The JVC Report is path-breaking in its recommendation that in the case of members of the Armed Forces accused of sexual violence, no sanction for prosecution need be sought, and such accused be tried in a civil court of law. The JVC also recommends amending the AFSPA to this effect. Justice Verma, in an interview, has correctly justified this recommendation by pointing out that no one can be allowed to claim that sexual violence was done in the course of discharging one’s duty! The JVC also recommends review of the AFSPA, in the light of the fact that it has helped create an environment where sexual violence by armed forces has become common in conflict areas. It also recommends setting up of Special Commissioners to monitor the situation of women’s safety from sexual violence in all conflict areas.

The JVC also recommends the principle of command responsibility: i.e that police and army officers be held responsible for custodial sexual violence that take place under their command, and punished with rigorous imprisonment between 7-10 years.


The JVC Report recognises that rape is an expression of power rather than a ‘crime of passion’. And it specifically recognises that sexual assaults on women and children by the State or by private persons in situation of communal or caste violence “deserve to be treated as aggravated sexual offence in law.” It also discusses the question of targeted sexual violence against SC/ST women at length.

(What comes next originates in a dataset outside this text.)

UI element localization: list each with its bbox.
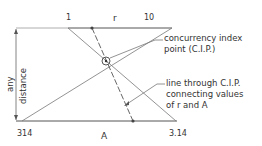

However, in its specific legislative recommendations, it has omitted to include these categories of sexual violence in the category of aggravated sexual assault. This omission, which goes against the spirit of the JVC Report, must be corrected in the actual process of drafting legislation.

The JVC report discusses at length the patriarchal attitudes and hostility to women’s rights that continues to permeate the court procedures, and makes several recommendations on recording of evidence, cross-examination, and sentencing, that can make the judicial process gender-just. The JVC also recommends a substantial increase in the number of judges and courts, to ensure speedy justice.

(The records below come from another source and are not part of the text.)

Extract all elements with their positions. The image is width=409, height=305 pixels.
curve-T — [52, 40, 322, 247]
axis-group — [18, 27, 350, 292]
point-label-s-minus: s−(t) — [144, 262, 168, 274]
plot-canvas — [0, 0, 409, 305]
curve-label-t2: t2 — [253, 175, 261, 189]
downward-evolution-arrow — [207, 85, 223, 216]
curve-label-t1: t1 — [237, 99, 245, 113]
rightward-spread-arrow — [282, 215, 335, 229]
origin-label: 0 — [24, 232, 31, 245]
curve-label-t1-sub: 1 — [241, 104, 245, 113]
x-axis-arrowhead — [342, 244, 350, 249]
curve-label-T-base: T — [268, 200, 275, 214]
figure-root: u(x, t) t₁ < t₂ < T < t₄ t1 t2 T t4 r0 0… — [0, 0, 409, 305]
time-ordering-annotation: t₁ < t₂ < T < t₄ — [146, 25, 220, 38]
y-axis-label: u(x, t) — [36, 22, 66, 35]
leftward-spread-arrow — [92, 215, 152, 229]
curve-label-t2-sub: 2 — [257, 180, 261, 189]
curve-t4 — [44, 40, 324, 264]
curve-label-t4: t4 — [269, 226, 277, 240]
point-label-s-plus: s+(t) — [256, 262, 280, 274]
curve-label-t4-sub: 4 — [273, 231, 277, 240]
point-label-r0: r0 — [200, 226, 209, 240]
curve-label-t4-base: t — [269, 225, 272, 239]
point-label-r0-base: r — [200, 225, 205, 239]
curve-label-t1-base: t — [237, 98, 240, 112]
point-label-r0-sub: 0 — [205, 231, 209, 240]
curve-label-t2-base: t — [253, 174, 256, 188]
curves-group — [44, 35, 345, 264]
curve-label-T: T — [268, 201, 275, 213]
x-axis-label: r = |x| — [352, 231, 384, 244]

The ‘Bill of Rights’ for women charted out by the JVC – and the body of measures recommended by it to make those rights a reality - is a veritable manifesto for the ongoing movement against sexual violence.



The palpable discomfort of the Central Government as well as of Opposition parties like the BJP with the JVC Report is telling. The UPA Government, for which the JVC was a mere protest management exercise, is now avoiding the eye of the Report submitted by the JVC. The JVC Report has been removed from the Home Ministry’s website! And even the BJP and most other ruling class Opposition parties, have maintained silence on the JVC Report. This is not surprising: the Report hits at the foundations of patriarchy, and the parties which are the pillars of that patriarchy, are understandably discomfited.

It is the ongoing movement which we have to thank for the JVC Report. This movement, which began with empathy for the young fighter whose life was brutally snuffed out, widened the lens and took on the entire patriarchal establishment – challenging misogyny and gender bias and demanding an end to impunity of all perpetrators of sexual violence. Instead of rendering the victims of sexual violence in the contexts of caste and communal violence and state repression invisible, the movement sparked by the Delhi gang-rape has focussed the light on those dark areas in the life of our democracy. In keeping with this spirit, the young protestors observed ‘Republic Day’ in its true spirit: by asserting the liberty and equality of women and all people as citizens, and by declaring the people as the true custodians of the Republic.

The movement has sounded its call – the UPA Government must implement the Justice Verma report – or quit! If the Government and the ruling class political establishment hope to consign the JVC Report to cold storage like countless reports before it, it will have a hard time doing so in the face of a determined people’s movement.